Key Argument for Global Warming Critics Evaporates

A typical weather balloon. (Image credit: NOAA)

For years, skeptics of global warming have used satellite and weather balloon data to argue that climate models were wrong and that global warming isn't really happening.

Now, according to three new studies published in the journal Science, it turns out those conclusions based on satellite and weather balloon data were based on faulty analyses.

The atmosphere is indeed warming, not cooling as the data previously showed.

While surface thermometers have clearly shown that the Earth's surface is warming, satellite and weather balloon data have actually suggested the opposite, that the atmosphere was cooling.

Scientists were left with two choices: either the atmosphere wasn't warming up, or something was wrong with the data.

"But most people had to conclude, based on the fact that there were both satellite and balloon observations, that it really wasn't warming up," said Steven Sherwood, a geologists at Yale University and lead author of one of the studies.

Oops!

Sherwood examined weather balloons known as radiosondes, which are capable of making direct measurements of atmospheric temperatures.

For the past 40 years, radiosonde temperature data have been collected from around the world twice each day, once during the day and once at night.

But while nighttime radiosonde measurements were consistent with climate models and theories showing a general warming trend, daytime measurements actually showed the atmosphere to be cooling since the 1970's.

Sherwood explains these discrepancies by pointing out that the older radiosonde instruments used in the 1970's were not as well shielded from sunlight as more recent models. What this means as that older radiosondes showed warmer temperature readings during the day because they were warmed by sunlight.

"It's like being outside on a hot day—it feels hotter when you are standing in the direct sun than when you are standing in the shade," Sherwood said.

Nowadays, radiosondes are better insulated against the effects of sunlight, but if analyzed together with the old data—which showed temperatures that were actually warmer than they really were—the overall effect looked like the troposphere was cooling.

The discrepancy between surface and atmospheric measurements has been used by for years by skeptics who dispute claims of global warming.

"Now we're learning that the disconnect is more apparent than real," said Ben Santer, an atmospheric scientists at the Lawrence Livermore National Laboratory in California and a lead author of another of the studies.

Argument evaporates

According to Santer, the only group to previously analyze satellite data on the troposphere -- the lowest layer in Earth's atmosphere -- was a research team headed by Roy Spencer from University of Alabama in 1992.

"This was used by some critics to say 'We don't believe in climate models, they're wrong,'" Santer told LiveScience. "Other people used the disconnect between what the satellites told and what surface thermometers told us to argue that the surface data were wrong and that earth wasn't really warming because satellites were much more accurate."

The Alabama researchers introduced a correction factor to account for drifting in the satellites used to sample Earth's daily temperature cycles.

But in another Science paper published today, Carl Mears and Rank Wentz, scientists at the California-based Remote Sensing Systems, examined the same data and identified an error in Spencer's analysis technique.

After correcting for the mistake, the researchers obtained fundamentally different results: whereas Spencer's analysis showed a cooling of the Earth's troposphere, the new analysis revealed a warming.

Using the analysis from Mears and Wentz, Santer showed that the new data was consistent with climate models and theories.

"When people come up with extraordinary claims -- like the troposphere is cooling -- then you demand extraordinary proof," Santer said. "What's happening now is that people around the world are subjecting these data sets to the scrutiny they need."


* _Assignment_
Pictures excluded, output the lines of the data below between the one holding "Locate an element on the screen. The height" and the one holding "The width and", inclusive, exactly as they stand.
┌────────
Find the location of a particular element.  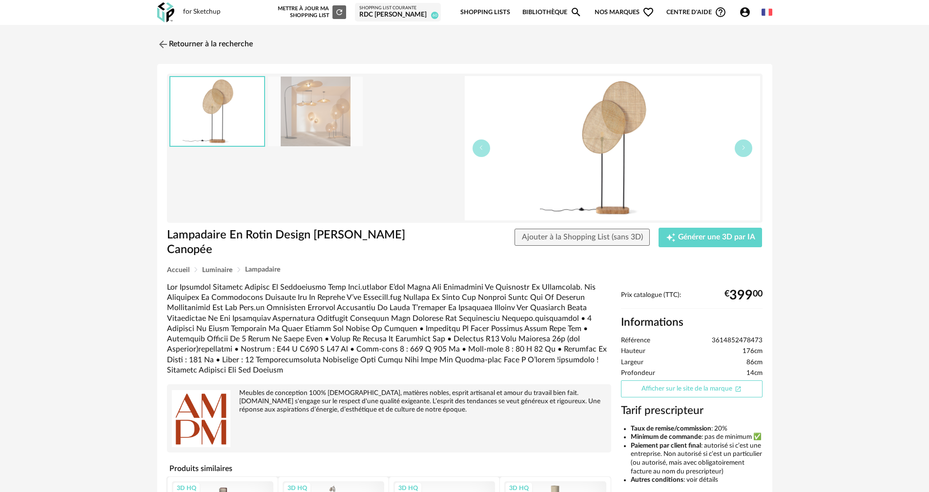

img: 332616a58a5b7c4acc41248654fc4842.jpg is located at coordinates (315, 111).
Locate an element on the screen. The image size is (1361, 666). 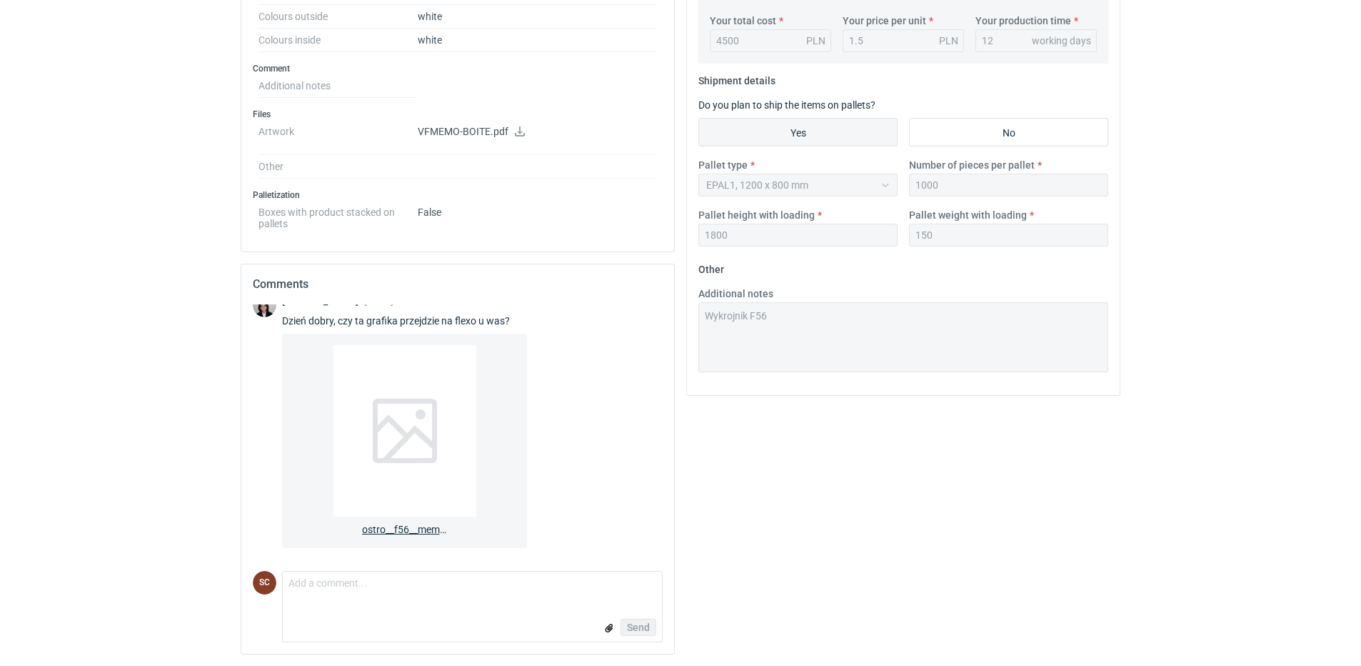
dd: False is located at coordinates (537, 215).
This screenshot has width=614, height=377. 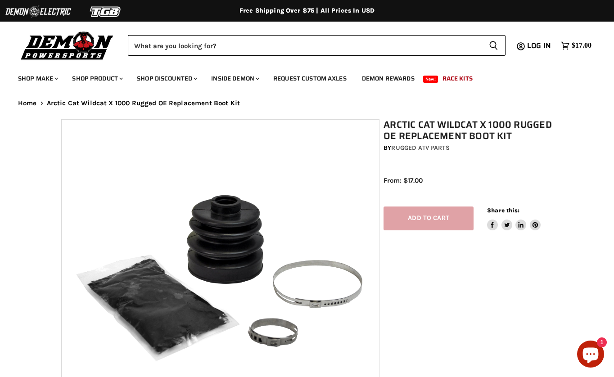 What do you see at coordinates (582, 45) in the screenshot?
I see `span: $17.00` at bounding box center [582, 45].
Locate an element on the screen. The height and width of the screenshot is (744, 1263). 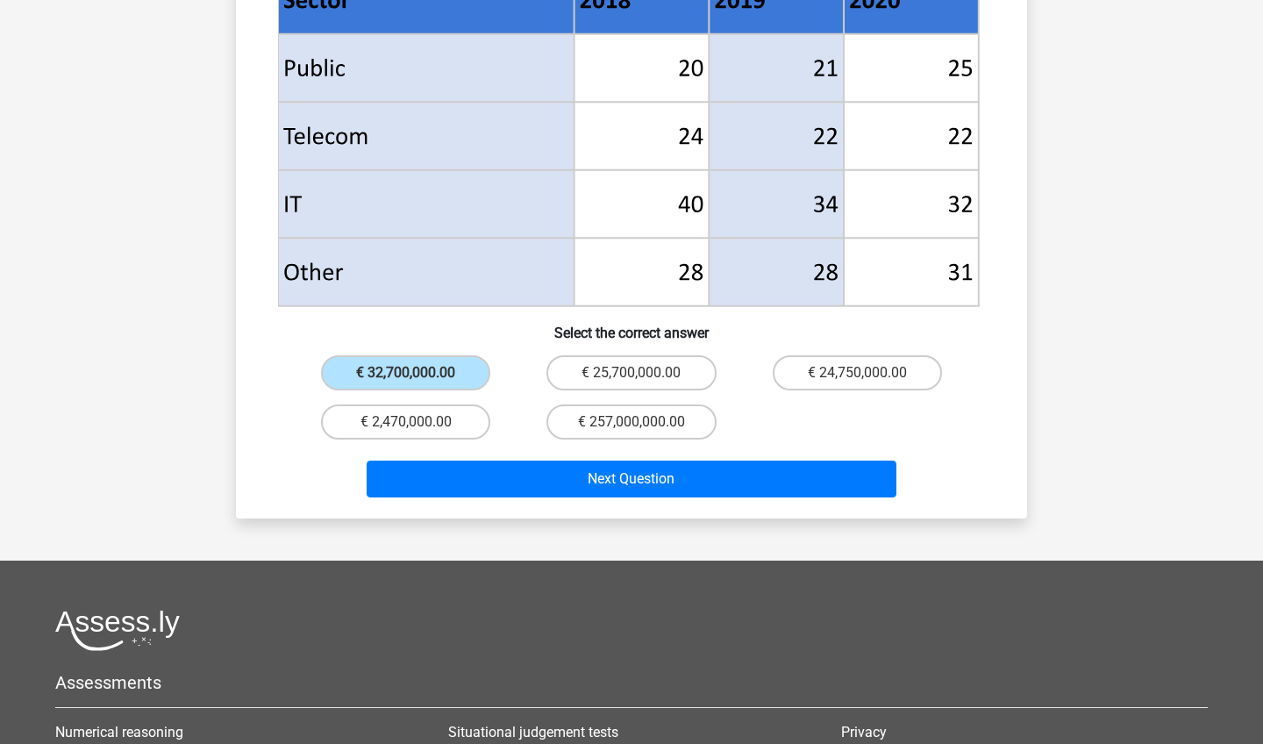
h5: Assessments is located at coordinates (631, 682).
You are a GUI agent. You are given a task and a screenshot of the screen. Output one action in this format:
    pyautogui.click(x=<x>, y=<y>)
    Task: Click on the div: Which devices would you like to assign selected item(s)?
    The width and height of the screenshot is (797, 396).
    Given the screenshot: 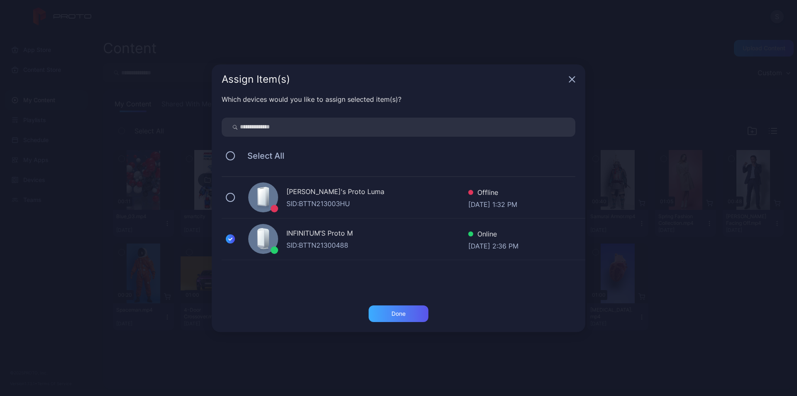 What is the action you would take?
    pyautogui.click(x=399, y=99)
└────────
* _Response box_
Locate an element on the screen. The height and width of the screenshot is (744, 1263). 
h5: Assessments is located at coordinates (631, 682).
You are a GUI agent. You are given a task and a screenshot of the screen. Output one action in this format:
    pyautogui.click(x=<x>, y=<y>)
    Task: Click on the div: Which devices would you like to assign selected item(s)?
    The width and height of the screenshot is (797, 396).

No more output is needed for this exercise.